Nice comparison. What about the product resulting? Except for the multimedia and interactive attributes, which are quite obvious, what else has changed?
For digital, the surface is less limited than for print products. Adding a page (or a screen) in a publication doesn’t cost millions, like for paper, but only the price of its content. Therefore art directors and editors are tempted to put more visuals. It is however a mistake; one must continue to select the most relevant material.
So somehow it’s about adding more illustration to the same amount of text than about decreasing the text amount in order to put more photos, movies etc.?
I don’t think that the text will suffer from the bigger choice of visuals, in terms of proportions. Simply, there are other ways to explain things than long texts. Motion graphics is a new and fantastic graphic technique which enables us to present very complicated topics in a very clear way, for example.
You’ve mentioned more than once “touching screens.” Which reminds me of something interesting about magazines too. Their English name, “glossy.” Which has more to do with the feel/touch than with the reflecting quality of the paper. I’ve seen studies that said the acquisition impulse has a lot to do with the desire to feel the magazines. Does anything similar happen with touch screens? Somehow they get dirty with fingerprints very easily, but this doesn’t make them less desirable.

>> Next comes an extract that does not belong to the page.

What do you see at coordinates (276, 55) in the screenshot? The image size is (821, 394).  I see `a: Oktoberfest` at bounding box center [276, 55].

Touching screens are magic. You remember the movie with Tom Cruise, in which he was manipulating hologram screens floating in front of him (Minority Report, 2002 – n.r.). It looked science fiction but now it’s reality. The touching screens of phones and tablets is only the begining of this development. At Ringier Studios we’re now working on touching screens which can be windows, tables, walls or any flat surface. Quite close to what Tom Cruise has in his movie. And, yes, one should invent the screen which never get dirty.
If something else would be invented about all this, what would you like it to be?

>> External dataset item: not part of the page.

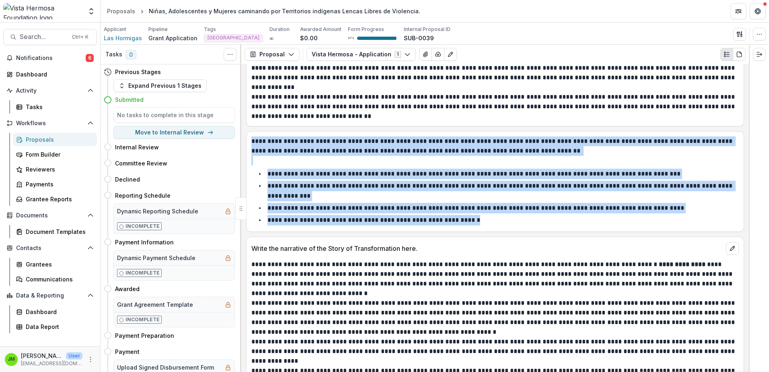  I want to click on h5: Dynamic Payment Schedule, so click(156, 257).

Well, at the moment there are enough new things coming all the time to keep me busy. What could and must be improved is the capacity of the devices. At the moment, they are limited in terms of power and memory. With our rich content we push them to their limits.
OK. Back to paper. Have you recently done any print work? Is it frustrating to go back or nice?
I’m still an art consultant for a few publications, among them Elle Vietnam, and still enjoy working for print publications. But the digital development is of course much more challenging. I would feel punished if I had to go back to being a print art director only.
A question about my job. I came from writing. Do you think writers are disappearing or becoming less important? Somehow I’m worried about that, although I’ve switched to digital, consultancy etc. several years ago and I’m not in danger of becoming unemployed.
Well written texts are still successful. See The New Yorker iPad edition for example. And I think that it is too early to know what will be the model for publications in the future. I don’t see why there would be less text or why the editors’ work would be less important. We can imagine the most impressive animation or 3D infographic: without the right research and the right information, it wouldn’t make any sense.
Information is different from the text
It can be numbers – you’ve mentioned them before, and this has to do with the so-called “data journalism.” But nevertheless, let’s move on the Romanian market. You’ve been very influential here at the beginning of the last decade, by touching more or less all the Ringier titles in Romania: relaunches, face lifts and so on. Are you still connected with what happens on the Romanian market?
Unfortunately not. Being based in Vietnam for one year and working on global digital publications makes me feel closer to the Asian and US markets than to the charming East European countries.